This past week the residents speak groups have found themselves in somewhat of a panic, scrambling to make sure they have acquired sufficient interviews before departing for winter vacation. The recent emergence of clearer guidelines and specifications for what their final projects must include have left the students frustrated, wishing they had known the requirements at the onset of the project. Two points of contention have arisen specifically. First, the students must participate in interviews in their specified cities or face missing out on receiving credit for a section of the assignment. Second, even students who did participate in CBLI organized interviews will have to conduct further interviews due to the insufficient amount of interviews with residents they were able to attain.
The first point has been expressed by the resident speak groups through emails and discussed in group meetings. They wish that they could have been made aware of the requirement that each student must participate in interviews earlier in the semester, especially because they were given the impression that it was unnecessary for all students to conduct the field work (and literally impossible because the CBLI organized field trips set limits on the number of representatives from each group). The students claim that they would have made more of an effort to visit their specified city earlier on if they had know that such participation was mandatory. Because many of them are preparing to leave campus and travel home for winter vacations, it will be hard for them to organize interview trips to their respective cities, especially for those students who do not live close to Princeton or their respective cities.
The second point is more specific to the New Brunswick and Newark group members, who even after going on their CBLI field trips will have to make another trip to their cities because they were unable to secure enough interviews. The New Brunswick group was sent to a food pantry where only heads of local food providing agencies were present and there were no residents to be found or interviewed. While the interviews they conducted with the agency heads will add to their final project, they will still need to make time to secure interviews with actual New Brunswick residents so to meet the requirements for their papers. The Newark group encountered a similar problem in which they were dropped off at a location to conduct fieldwork where no residents were present. They were able switch locations, but because of delays earlier in the day, only secured four interviews. They do not believe that four interviews will be sufficient to base their entire research project on. They have tentatively scheduled an independent trip into Newark for this Friday in hopes of conducting more research.
Ultimately, while inconvenient and frustrating, the students in the residents speak group need more interviews in order to complete their final projects. While it will be more demanding and require them to make more of an effort, it is by no means an impossible feat. Hopefully, in the next few days the groups will be able coordinate further research. If actual fieldwork proves to be unfeasible due to the last minute nature of the endeavor, referencing previous interviews and findings or conducting phone interviews have been proposed as alternatives for those group members who have not yet had the chance to personally investigate resident opinions about food.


▶ What the task asks
Go line by line through the entries and show those that hold the string "Forms".

▶ Supplied data

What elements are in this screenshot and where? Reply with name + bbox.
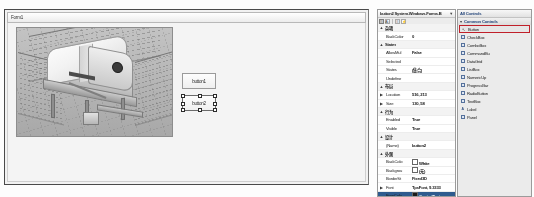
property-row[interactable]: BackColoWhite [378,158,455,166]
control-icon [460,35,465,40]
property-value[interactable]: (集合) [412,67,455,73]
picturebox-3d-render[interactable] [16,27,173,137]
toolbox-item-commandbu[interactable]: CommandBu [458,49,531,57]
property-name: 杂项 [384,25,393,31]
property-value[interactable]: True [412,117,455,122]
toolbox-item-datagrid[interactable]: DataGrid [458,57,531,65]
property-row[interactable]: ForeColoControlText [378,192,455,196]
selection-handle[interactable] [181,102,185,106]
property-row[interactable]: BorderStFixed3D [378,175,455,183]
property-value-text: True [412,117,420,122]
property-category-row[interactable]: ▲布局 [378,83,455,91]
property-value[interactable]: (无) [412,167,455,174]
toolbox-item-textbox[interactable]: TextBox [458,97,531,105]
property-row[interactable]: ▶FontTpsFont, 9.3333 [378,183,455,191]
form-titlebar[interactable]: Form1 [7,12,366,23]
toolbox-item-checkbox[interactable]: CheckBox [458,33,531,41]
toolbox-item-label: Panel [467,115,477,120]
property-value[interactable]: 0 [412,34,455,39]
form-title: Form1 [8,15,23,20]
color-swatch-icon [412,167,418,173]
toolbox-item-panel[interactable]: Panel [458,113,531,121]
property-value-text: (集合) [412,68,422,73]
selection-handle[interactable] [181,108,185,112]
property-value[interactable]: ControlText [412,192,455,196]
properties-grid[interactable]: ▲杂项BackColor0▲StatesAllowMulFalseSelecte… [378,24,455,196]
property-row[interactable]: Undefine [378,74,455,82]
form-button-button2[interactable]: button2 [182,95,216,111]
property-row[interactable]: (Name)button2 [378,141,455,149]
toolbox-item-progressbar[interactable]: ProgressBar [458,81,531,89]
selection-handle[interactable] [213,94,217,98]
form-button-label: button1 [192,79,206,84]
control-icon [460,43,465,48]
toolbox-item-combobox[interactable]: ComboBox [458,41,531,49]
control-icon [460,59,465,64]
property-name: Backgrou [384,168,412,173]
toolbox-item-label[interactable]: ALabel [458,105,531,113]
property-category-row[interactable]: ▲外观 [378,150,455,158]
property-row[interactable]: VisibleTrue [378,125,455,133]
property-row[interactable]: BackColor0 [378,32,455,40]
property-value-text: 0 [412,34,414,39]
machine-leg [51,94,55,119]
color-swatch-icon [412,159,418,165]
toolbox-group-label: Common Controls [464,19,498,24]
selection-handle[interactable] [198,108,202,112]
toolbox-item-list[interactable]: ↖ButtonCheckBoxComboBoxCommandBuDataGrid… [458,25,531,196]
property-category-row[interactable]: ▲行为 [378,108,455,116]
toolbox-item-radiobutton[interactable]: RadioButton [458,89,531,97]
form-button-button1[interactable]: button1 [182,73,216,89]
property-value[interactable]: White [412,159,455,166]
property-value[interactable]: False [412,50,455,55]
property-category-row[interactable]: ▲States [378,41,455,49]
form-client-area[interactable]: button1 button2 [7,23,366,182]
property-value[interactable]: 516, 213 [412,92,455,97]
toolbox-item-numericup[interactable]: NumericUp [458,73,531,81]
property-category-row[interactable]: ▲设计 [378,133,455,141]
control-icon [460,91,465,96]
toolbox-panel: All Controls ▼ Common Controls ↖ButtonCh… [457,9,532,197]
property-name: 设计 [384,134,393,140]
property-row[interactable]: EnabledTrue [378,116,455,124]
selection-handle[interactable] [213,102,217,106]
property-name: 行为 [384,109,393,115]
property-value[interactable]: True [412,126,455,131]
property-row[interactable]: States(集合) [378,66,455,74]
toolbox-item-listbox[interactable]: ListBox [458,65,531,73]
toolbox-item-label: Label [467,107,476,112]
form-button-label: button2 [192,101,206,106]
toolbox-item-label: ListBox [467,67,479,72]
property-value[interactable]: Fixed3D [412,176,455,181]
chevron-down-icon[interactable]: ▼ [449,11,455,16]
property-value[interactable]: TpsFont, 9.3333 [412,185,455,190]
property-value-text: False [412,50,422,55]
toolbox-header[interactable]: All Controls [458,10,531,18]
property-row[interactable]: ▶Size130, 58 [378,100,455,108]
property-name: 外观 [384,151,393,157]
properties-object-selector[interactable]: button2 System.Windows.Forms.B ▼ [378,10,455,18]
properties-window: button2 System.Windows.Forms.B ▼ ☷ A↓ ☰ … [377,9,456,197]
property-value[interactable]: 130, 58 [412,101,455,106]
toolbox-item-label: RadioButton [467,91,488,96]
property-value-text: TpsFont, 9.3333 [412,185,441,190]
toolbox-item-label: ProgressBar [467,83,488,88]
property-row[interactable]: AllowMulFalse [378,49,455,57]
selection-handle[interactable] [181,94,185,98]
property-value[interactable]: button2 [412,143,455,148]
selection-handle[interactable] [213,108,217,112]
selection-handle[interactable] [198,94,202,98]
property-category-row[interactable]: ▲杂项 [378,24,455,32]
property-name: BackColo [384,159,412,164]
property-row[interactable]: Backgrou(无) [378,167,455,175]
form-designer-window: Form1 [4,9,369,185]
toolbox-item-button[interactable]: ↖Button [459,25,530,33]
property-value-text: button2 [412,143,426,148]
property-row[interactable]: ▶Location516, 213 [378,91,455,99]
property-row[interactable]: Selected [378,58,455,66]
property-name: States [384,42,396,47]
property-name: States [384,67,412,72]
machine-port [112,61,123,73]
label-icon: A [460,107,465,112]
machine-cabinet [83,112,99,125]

---

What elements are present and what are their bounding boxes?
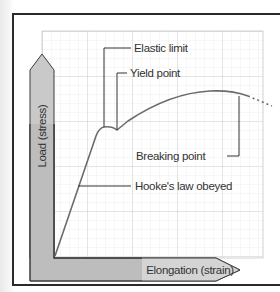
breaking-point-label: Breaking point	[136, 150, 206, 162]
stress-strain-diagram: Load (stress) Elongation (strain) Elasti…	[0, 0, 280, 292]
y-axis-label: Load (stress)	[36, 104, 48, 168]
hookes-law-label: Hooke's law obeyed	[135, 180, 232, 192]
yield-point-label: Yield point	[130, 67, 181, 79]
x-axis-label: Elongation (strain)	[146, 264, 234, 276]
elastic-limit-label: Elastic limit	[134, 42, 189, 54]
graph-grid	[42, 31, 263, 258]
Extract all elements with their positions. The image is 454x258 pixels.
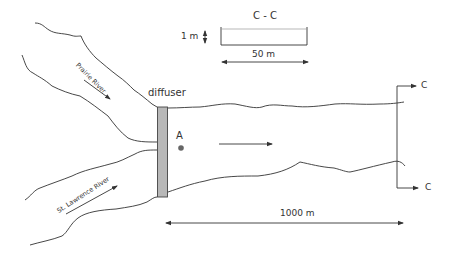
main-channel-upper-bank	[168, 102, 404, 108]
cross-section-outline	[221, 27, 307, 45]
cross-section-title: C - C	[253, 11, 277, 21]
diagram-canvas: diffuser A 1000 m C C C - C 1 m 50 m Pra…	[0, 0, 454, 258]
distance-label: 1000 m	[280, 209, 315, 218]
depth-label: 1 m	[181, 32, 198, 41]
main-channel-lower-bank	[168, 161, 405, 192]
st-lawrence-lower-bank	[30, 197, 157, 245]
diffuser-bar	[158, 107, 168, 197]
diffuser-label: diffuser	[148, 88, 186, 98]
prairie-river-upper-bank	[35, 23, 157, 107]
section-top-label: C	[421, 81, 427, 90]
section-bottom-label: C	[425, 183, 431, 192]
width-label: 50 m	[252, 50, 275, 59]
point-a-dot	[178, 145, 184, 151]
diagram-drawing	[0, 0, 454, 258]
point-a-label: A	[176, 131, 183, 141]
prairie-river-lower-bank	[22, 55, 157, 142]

...

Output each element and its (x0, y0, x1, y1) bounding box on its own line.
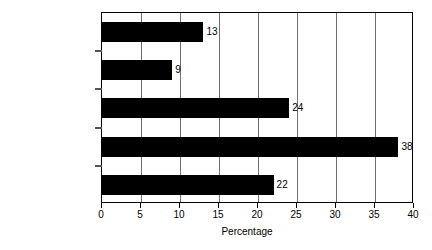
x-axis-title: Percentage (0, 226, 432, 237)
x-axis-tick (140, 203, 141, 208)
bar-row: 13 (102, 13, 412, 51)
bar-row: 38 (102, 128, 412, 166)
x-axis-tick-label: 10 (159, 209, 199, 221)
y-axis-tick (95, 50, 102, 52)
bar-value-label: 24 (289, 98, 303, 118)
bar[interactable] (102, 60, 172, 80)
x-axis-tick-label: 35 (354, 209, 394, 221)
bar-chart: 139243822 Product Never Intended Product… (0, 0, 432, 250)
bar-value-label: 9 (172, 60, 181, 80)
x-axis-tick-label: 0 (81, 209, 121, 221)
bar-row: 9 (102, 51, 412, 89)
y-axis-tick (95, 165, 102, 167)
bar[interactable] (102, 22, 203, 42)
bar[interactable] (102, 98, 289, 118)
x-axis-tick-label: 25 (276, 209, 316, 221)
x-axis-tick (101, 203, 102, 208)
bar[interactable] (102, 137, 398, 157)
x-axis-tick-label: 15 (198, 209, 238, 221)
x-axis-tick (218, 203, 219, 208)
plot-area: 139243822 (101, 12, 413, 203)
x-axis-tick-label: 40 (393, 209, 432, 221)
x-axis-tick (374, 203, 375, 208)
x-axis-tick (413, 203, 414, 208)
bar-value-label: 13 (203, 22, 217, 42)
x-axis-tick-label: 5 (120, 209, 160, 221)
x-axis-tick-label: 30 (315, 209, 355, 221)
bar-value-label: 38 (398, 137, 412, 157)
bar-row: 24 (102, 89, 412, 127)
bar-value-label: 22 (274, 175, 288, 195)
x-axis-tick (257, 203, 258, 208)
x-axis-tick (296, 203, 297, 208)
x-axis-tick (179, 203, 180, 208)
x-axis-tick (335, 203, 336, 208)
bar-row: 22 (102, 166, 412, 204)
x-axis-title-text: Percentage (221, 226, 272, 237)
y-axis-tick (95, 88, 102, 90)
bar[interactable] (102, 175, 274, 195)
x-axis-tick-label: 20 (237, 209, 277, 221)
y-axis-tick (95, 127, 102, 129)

▶ Answer to this problem
properties-object-selector[interactable]: button2 System.Windows.Forms.B ▼ [378,10,455,18]
properties-window: button2 System.Windows.Forms.B ▼ ☷ A↓ ☰ … [377,9,456,197]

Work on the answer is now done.